Around the 26-minute mark, the tone shifts. What starts as a surreal comedy about food-service rivalry morphs into something more sinister. On a second viewing, the signs become clearer: strange sounds echo through news segments, and authorities investigate. The film never shows these disturbances directly—only references them through increasingly bizarre commercials—heightening the sense of dread in a subtle, unnerving way.

The sounds may remind viewers of the infamous sky trumpets heard in Alaska or the persistent hum in Taos, New Mexico. By tapping into urban myth and regional folklore, Buffet Infinity gains unexpected depth. It’s no longer just about sandwiches and sinkholes—it’s about existential unease creeping into suburbia.

Soon, the weirdness ramps up. A used car dealer appears in various costumes much like Gordie Dodd does–and yes, they’re archived on YouTube! Jenny vanishes. Cult rumours spread. A televangelist gets more airtime and even drops full music albums. And through it all, Buffet Infinity insists it has nothing to hide. What began as absurdist humour transforms into a puzzle box of cosmic horror. The plot thickens—especially when the pawn shop owners offer increasingly disturbing updates.

At one point, I wondered: were these commercials real, harvested from Glassman’s old VHS tapes? Or were they all created for this film?
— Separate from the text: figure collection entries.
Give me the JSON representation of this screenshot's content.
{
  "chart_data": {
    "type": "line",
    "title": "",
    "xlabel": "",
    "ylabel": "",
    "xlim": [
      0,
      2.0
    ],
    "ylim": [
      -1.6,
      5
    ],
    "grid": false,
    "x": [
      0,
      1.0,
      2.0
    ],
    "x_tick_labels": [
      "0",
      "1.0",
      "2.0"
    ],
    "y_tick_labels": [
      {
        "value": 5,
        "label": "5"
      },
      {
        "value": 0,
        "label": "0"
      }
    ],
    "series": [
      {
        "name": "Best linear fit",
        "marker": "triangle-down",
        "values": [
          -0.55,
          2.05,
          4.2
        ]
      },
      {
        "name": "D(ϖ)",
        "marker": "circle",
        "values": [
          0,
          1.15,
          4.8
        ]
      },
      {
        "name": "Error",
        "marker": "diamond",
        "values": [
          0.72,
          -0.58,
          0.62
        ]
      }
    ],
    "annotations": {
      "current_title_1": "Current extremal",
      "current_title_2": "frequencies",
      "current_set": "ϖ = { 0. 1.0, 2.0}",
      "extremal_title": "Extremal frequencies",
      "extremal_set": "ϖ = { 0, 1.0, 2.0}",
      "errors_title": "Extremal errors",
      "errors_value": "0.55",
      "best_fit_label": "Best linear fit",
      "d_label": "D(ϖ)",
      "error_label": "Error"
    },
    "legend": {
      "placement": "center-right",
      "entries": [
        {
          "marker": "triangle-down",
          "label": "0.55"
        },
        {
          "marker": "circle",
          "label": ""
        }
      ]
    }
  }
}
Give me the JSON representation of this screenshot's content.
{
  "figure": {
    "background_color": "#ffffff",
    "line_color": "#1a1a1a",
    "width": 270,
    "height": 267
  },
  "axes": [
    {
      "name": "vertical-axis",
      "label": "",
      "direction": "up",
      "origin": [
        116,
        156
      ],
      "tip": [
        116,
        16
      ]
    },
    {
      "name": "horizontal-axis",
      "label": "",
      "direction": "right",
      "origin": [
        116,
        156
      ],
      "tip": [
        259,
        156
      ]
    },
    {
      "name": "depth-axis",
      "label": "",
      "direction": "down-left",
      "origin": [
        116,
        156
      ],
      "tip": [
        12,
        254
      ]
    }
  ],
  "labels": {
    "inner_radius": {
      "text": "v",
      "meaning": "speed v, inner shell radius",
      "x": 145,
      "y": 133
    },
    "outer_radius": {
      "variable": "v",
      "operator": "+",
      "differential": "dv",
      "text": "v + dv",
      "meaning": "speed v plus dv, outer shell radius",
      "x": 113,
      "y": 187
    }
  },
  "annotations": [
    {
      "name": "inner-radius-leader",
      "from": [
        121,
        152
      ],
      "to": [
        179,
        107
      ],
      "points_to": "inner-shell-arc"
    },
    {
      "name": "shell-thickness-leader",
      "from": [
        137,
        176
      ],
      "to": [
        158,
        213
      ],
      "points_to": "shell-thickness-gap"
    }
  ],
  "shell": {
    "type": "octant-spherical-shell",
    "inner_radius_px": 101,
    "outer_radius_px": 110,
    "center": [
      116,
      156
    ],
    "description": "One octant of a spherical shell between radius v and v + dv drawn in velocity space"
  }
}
Some segments—like the shopping channel spoofs—feel just believable enough to be authentic. Whatever the case, building a coherent story from such disjointed material is a remarkable achievement. Pay close attention—especially to fake album track listings—and you’ll uncover layers of narrative buried in the noise.

Unlike real television, I didn’t want to tune out the commercials. The static conceals a captivating tale, especially with the repetitive Mosley Rosin & Associates adverts, implying an escalating crisis of disappearances. Thankfully, the insurance company’s dry, offbeat humour offers some much-needed comic relief. I came in expecting a quirky satire about duelling restaurants. What I got was stranger, funnier, and far more unsettling. Just when I thought it couldn’t go further off the rails, it did—and that final twist? It truly takes the cake.